A Roomful of Chinese Children
I was to meet friends, Chrissie and her son, Ivan, at a small theatre near Leicester Square. I arrived very early and so I wandered about the tourist-choked streets to find somewhere to eat that wasn't also stuffed with foreign visitors, with their ubiquitous wheely-cases.
I settled on a small Chinese restaurant. The delightful young waiter pointed to a table near the back, which faced the window and all the other diners. I was the only non-Chinese customer in the place, which I took to be a very good sign that the food would be authentic and good and not expensive. Everybody was under twenty-five, which meant that they all looked about eleven. The boys all wore basketball caps, turned backwards, as if they'd stepped out of a John Hughes movie; their girlfriends were all tiny and delicate, like flowers; one or two of them wore big, plastic-framed spectacles - or, to be more accurate, they wore the frames, as there were clearly no lenses in the objects. They were all speaking Cantonese and poking pieces of food lovingly into each other's mouths with chopsticks.
I looked at the menu. It featured such items as: 'Crisp Fried Colon'; Loofah Eggs; 'Duck Blood in Chili Sauce' and 'Pig Foot Warm', none of which I felt like experiencing on this occasion. There was also 'Crispy Chiken', which I thought was probably a slight misspelling of the popular bird.
I decided on fried pork, some plain rice and a glass of beer. At the next table the young lovers were served with an enormous wok-full of food; it sat before them, bubbling gently on its hotplate. They picked at it with their sticks as they sent text messages with their free hands. Elsewhere, other couples were also delicately tweezering morsels from huge trays and pans of food. I marveled at their optimism and felt sure that I could never manage to get through this amount of food in several days, let alone a single evening. They sat all around me, happily chatting and texting and Skyping and selfie-ing and chewing and smiling and nodding. My food arrived and I was glad to see that it had been served in much more modest proportions. I felt that I would almost definitely be able to get through it all.
It was possibly the very best fried pork I have ever eaten: small, tender chunks of crispy pork with onion and large chunks of red chili. The first few pieces of chili were very mild. But the fourth piece I began chewing was hot as Vesuvius, leading to streaming eyes and nose. It was well-worth this small inconvenience, however. It was delicious.
The young child-couple in the corner were served a single egg on a plate. The girl picked it up, excitedly, and shook it. The shell was mottled and the colour of mahogany. She began to delicately tap tap tap at the shell with one of her chopsticks, and then to peel it off the egg. Some brown water flowed out, and then the egg was revealed. It was slate-grey and looked faintly poisonous. I turned away as they began to break it with their sticks and feed each other.
My meal finished, I called for the bill. It was inexpensive. Outside in the street a middle-aged Chinese woman came from behind me and grasped my elbow. She smiled broadly up into my face and said,
"You want Chineee massagee? You come with me." I smiled in return, showed her my palms and apologetically declined her generous offer before continuing through the teeming Babel in the wintry streets.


AIM OF THE EXERCISE:
Leave out the pictures and return every entry exactly as it appears.

GIVEN ENTRIES:

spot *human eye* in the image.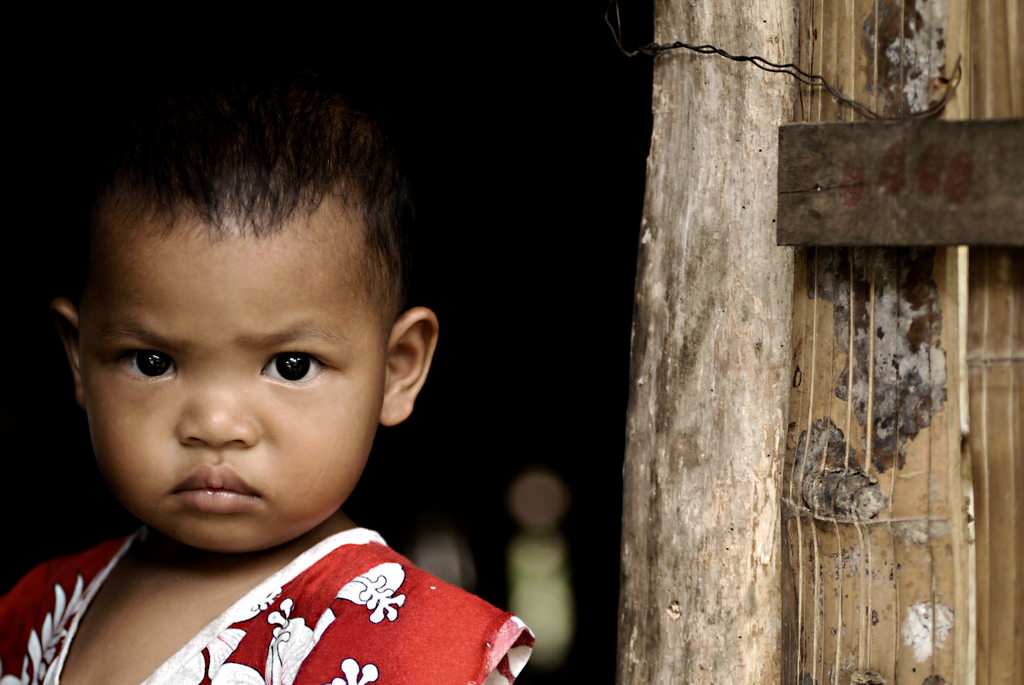
*human eye* found at 104 345 177 392.
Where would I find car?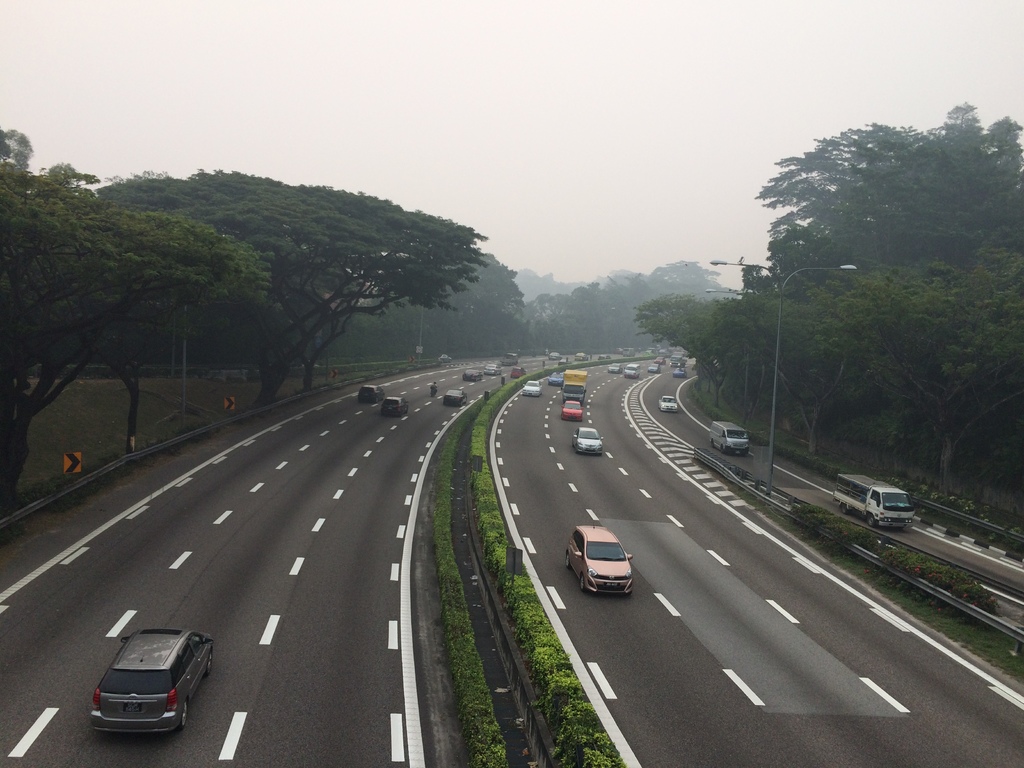
At x1=563, y1=399, x2=580, y2=417.
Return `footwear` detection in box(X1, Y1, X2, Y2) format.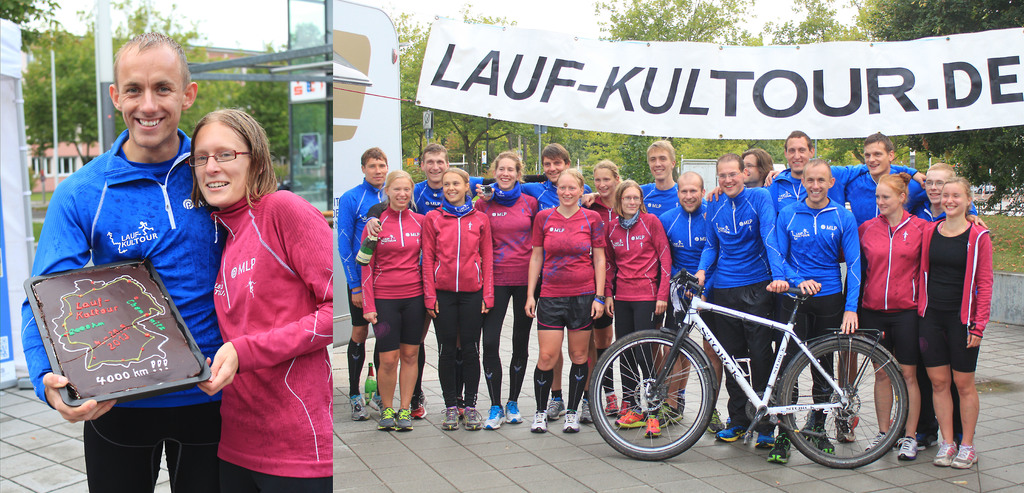
box(532, 410, 550, 433).
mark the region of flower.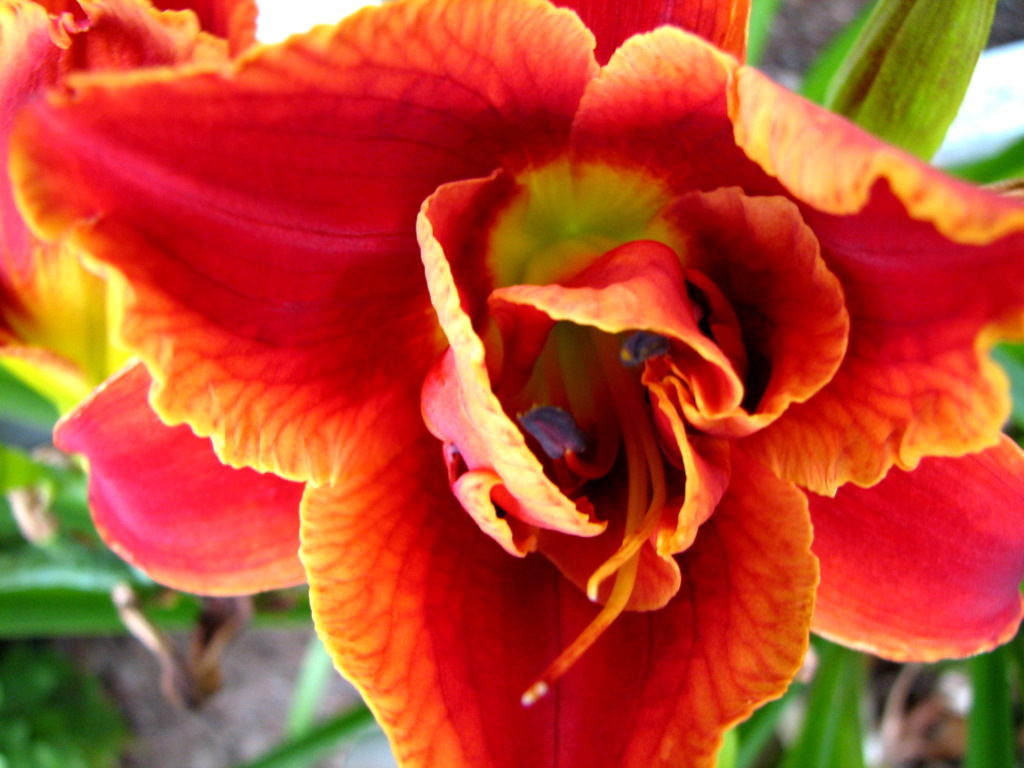
Region: 0 0 265 435.
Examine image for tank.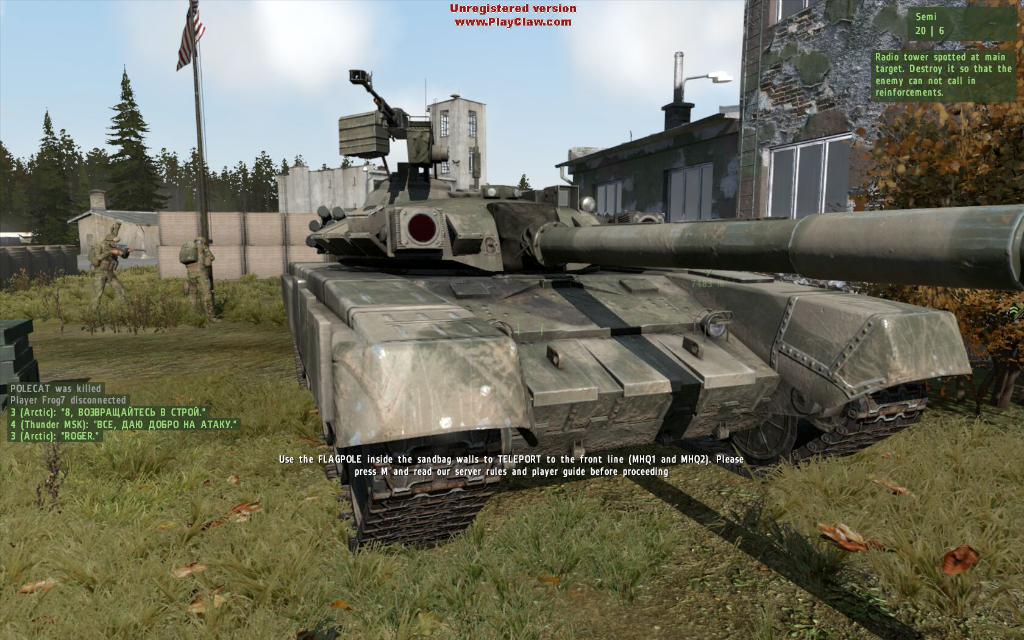
Examination result: [x1=282, y1=72, x2=1023, y2=547].
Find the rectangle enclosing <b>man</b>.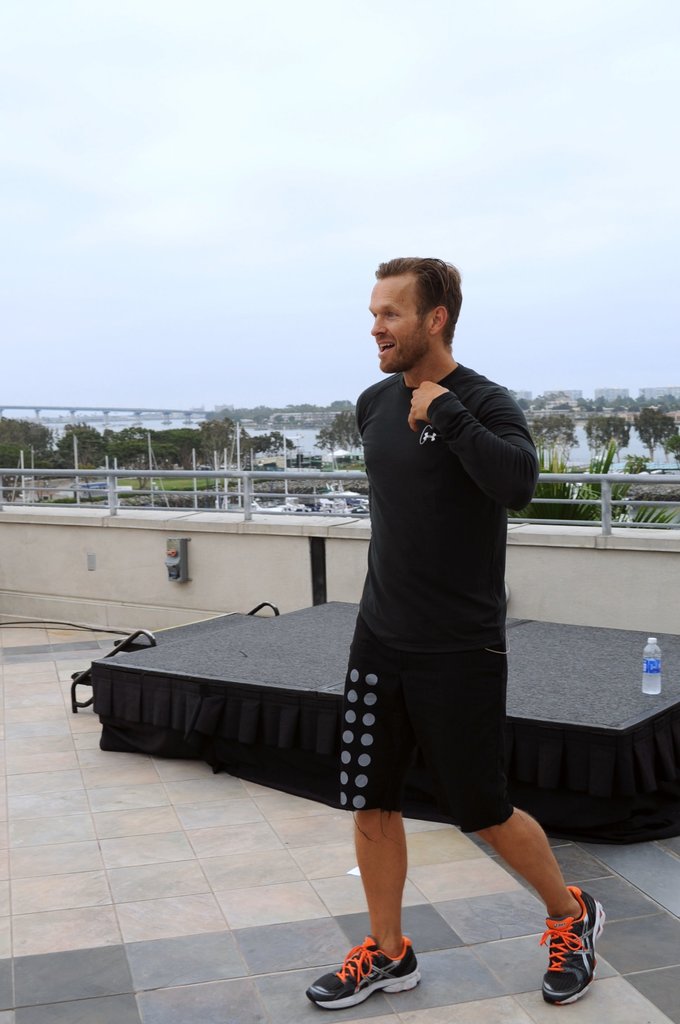
rect(301, 255, 601, 1010).
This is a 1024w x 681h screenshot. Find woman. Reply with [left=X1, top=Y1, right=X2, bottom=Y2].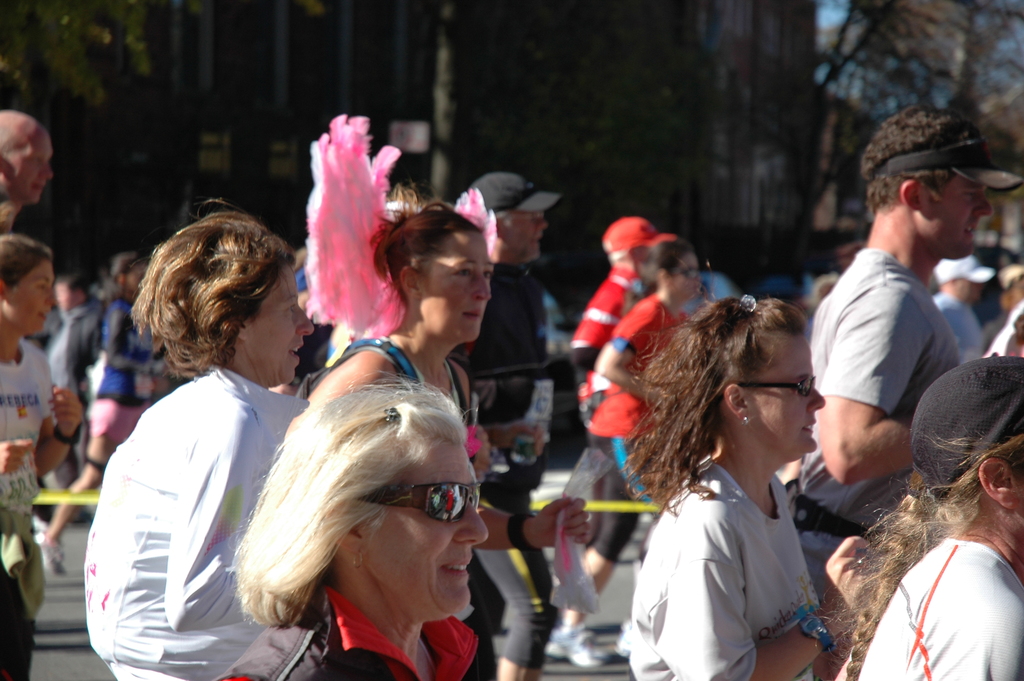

ANSWER TO THE EXERCISE:
spot *human eye* in the image.
*human eye* found at 104 345 177 392.
Where would I find car?
At x1=563, y1=399, x2=580, y2=417.
Return `footwear` detection in box(X1, Y1, X2, Y2) format.
box(532, 410, 550, 433).
mark the region of flower.
Region: 0 0 265 435.
Examine image for tank.
Examination result: [x1=282, y1=72, x2=1023, y2=547].
Find the rectangle enclosing <b>man</b>.
rect(301, 255, 601, 1010).
This is a 1024w x 681h screenshot. Find woman. Reply with [left=X1, top=Y1, right=X2, bottom=Y2].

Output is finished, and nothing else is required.